(December 10, 2018 at 3:23 pm)polymath257 Wrote:(December 10, 2018 at 2:51 pm)T0 Th3 M4X Wrote: Why would I need to compare it to anything? I'm not making the claims. Are you saying a few little particles that may have cause themselves by some unknown process equates to our universe with insane amounts of mass/energy?
As far as your second statement, it seems as though the parts of it are disqualifying to each other. If you say it can happen, then why can't there be a source? Your last statements supports that conclusion. What is that pre-existing state? I'm fine with you saying "you don't know", but how do we rule out anything if "we don't know" what it was?
Interesting statement from you:
"I only believe what can actually be proved"

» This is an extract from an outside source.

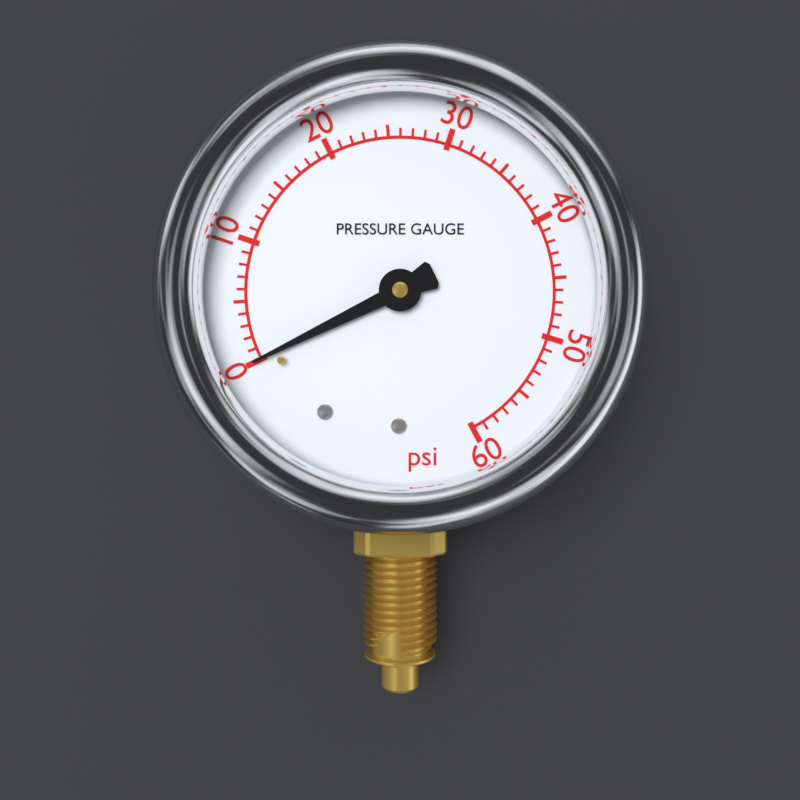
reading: 0 psi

That sounds very similar to what you hear in Scientology. Not to the extent of it, but I remember Tom Cruise had an interview and he said something very similar in reference to his belief.
Was discussing this with one of the atheists on here the other day. Zero-point energy and the aether hypothesis.

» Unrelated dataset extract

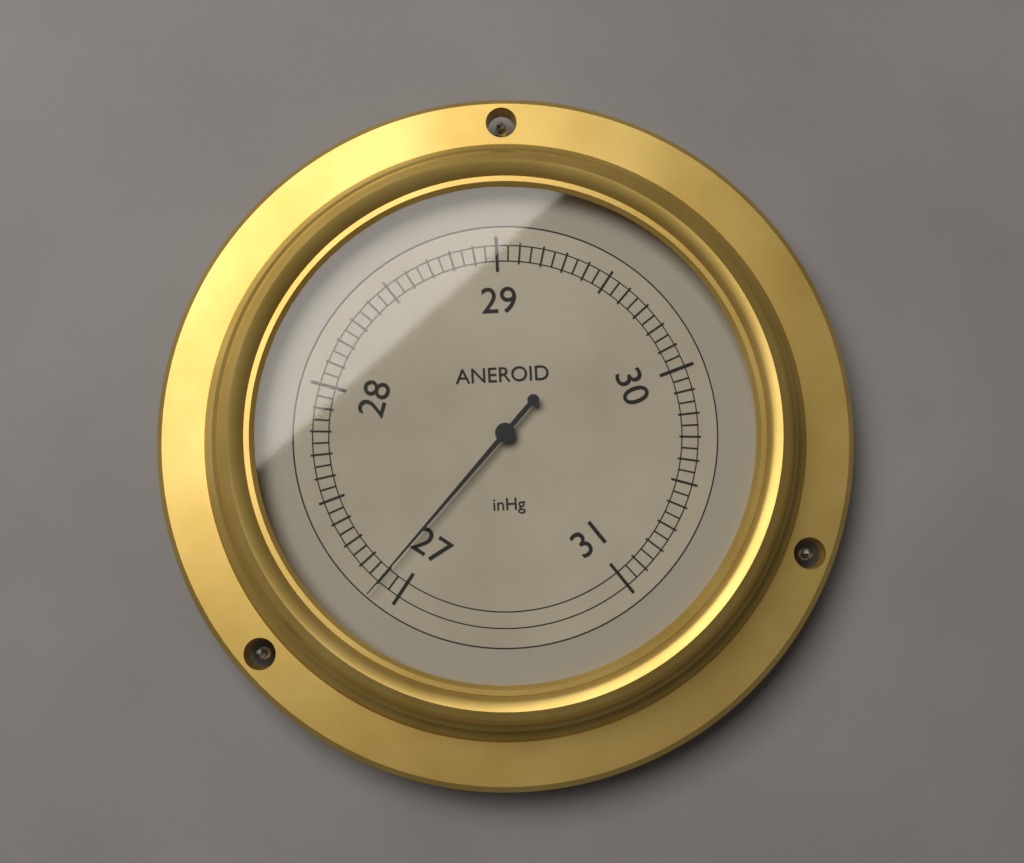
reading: 27.10 inHg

Regardless, feel free to believe whatever you like. Not going around in circles with mass and energy popping out of nothing and creating an expanse with an enormous amount of energy that can't be thoroughly explained. I'll be happy to believe it if someone can demonstrate it or replicate a large scale anamoly. Until then it's just people asserting small things and trying to assert it towards past cause and effect. Arguing about it is the equivalent of banging your head against the wall, because nobody can make a conclusive argument for "how it happened" since we can't go into the pass and observe it.

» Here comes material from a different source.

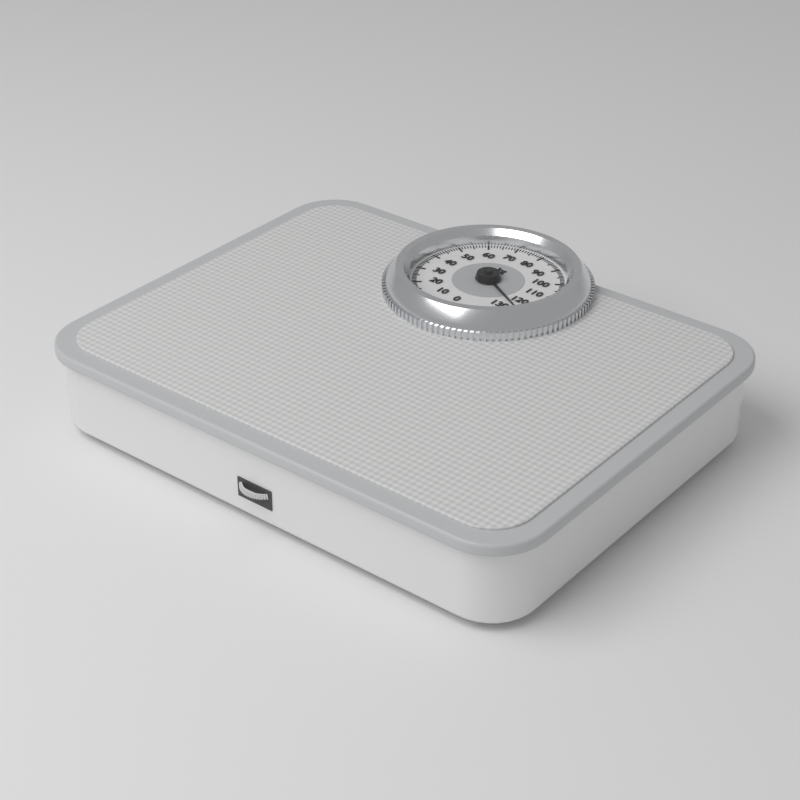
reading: 125 kg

Well, the point is that there *are* events that have no cause. That is enough to destroy your argument. The scale of them is irrelevant to that.
Now, there *are* descriptions as to how large scale fluctuations can exist in situations of high curvature (which is NOT the present universe).
Your asking 'how it happened' is equivalent to asking for a cause. And that whole point is that there *is* no cause. There *is* no 'mechanism'. But we can observe it and model it *as probabilities*. And that is precisely what quantum mechanics does. It is a local, non-realist, a causal description that works incredibly well.
Furthermore, there is a HUGE difference between 'not knowing a cause' and 'knowing there is no cause'. The experiments with Bell's inequalities and Lambert's inequalities show there is no cause and no realism. There is, however, locality.
Not at all. It actually makes the same claim. You have the particles sufficient of themselves.
I agree, the scale of them is irrelevant, because the research isn't scaling the claims. They're just isolated observations. Nothing more. That doesn't mean we can't use them and draw more information, but that's the nature of scientific study.
But hey, believe whatever you like and disagree with me all you want. It's immaterial to this discussion unless you can go from A to Z with your claims, and at best you've made it to B. So until then, you can chalk it up as the ultimate explanation of all things, and to me it is an isolated event that people are using to create a fairy tale. Who's right? Who's wrong? We don't know, which is why I reject your conclusion.